Oberlin, Ohio Project

A Brief Narrative Introduction with Pictorial Highlights

Historic elm in Tappan Square, 1959
Historic elm in Tappan Square, Oberlin, Ohio, 1959

Civil War abolitionism, playing home to the to the Cleveland Air Route Traffic Control Center, founding the Ohio Anti-Saloon League during the Temperance Movement, National Historic Landmarks, and a roving troupe of albino squirrels in Tappan Square demonstrate the wealth of diversity in attractions that make the historic City of Oberlin unique and surprising.

Rhapsodized and memorialized as the The Town That Started the Civil War1 in Nat Brandt's scholarly book, the City of Oberlin has been steeped in progressive thought since it was founded in 1833 by Presbyterian ministers John Jay Shipherd and Philo P. Stewart.

A massive old elm tree once shaded the southeast corner of the land that became picturesque Tappan Square. The tree was next to the first home in Oberlin, a log cabin homestead that belonged to the Pease family. The elm also was rumored to be the site where city founders Shipherd and Stewart prayed for guidance on where to found their new utopian town. The First Church in Oberlin was organized soon afterwards, in 1834.

Tappan Hall and college chapel of Oberlin College circa 1860
Tappan Hall and college chapel of Oberlin College circa 1860.

Namesake of the Alsatian minister Jean-Frédéric Oberlin, the City served as a "station" on the Underground Railroad to many fugitives, notably John Price. The Oberlin-Wellington Rescue of Price in 1858 by famous fiery abolitionists, including John Mercer Langston and Charles Henry Langston, led to national attention and fueled the raid on Harper's Ferry in 1859 that sparked the Civil War, an event which notably included Oberlin abolitionists.
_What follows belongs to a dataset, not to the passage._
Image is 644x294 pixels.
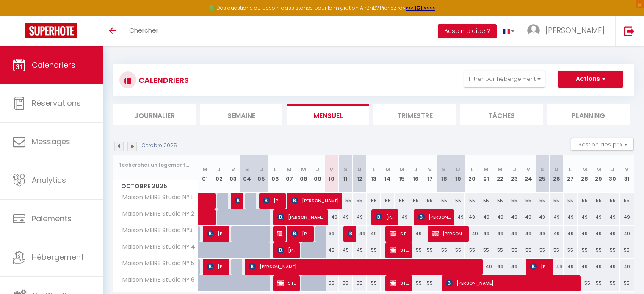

In addition to abolitionism, the city also notoriously supported prohibition, founding the Anti-Saloon League of America in the Spear Library of Oberlin College in 1893.

Among the many beautiful architectural features located on the Oberlin College campus are Peters Hall , the former Carnegie Library, Wilder Hall, Bosworth Hall and Fairchild Chapel, Baldwin Cottage, Cox Administration Building, Severance Chemical Laboratory, Hall Auditorium, Talcott Hall, Finney Chapel, the Memorial Arch, Allen Memorial Art Museum, the Katharine Wright Haskell Memorial Fountain, Johnson House, and the Oberlin Inn. Browse all images of Oberlin College.

Charles Martin Hall home
Charles Martin Hall home, 1936.

In addition to Oberlin College, further National Historical Landmarks located in the City of Oberlin are the homes of famed abolitionists, Wilson Bruce Evans and John Mercer Langston. Frank Lloyd Wright's Weltzheimer-Johnson House, the Monroe House, Jewett House, the Little Red Schoolhouse, the Charles Martin Hall House (National Historic Chemical Landmark), First Church, Tappan Square, and Westwood Cemetery are among the many important treasures located in the City of Oberlin that make visiting a delight.
See photos
of some of these "treasures."


1 Brandt, Nat.  The town that started the Civil War, Syracuse University Press: Syracuse, NY 1990.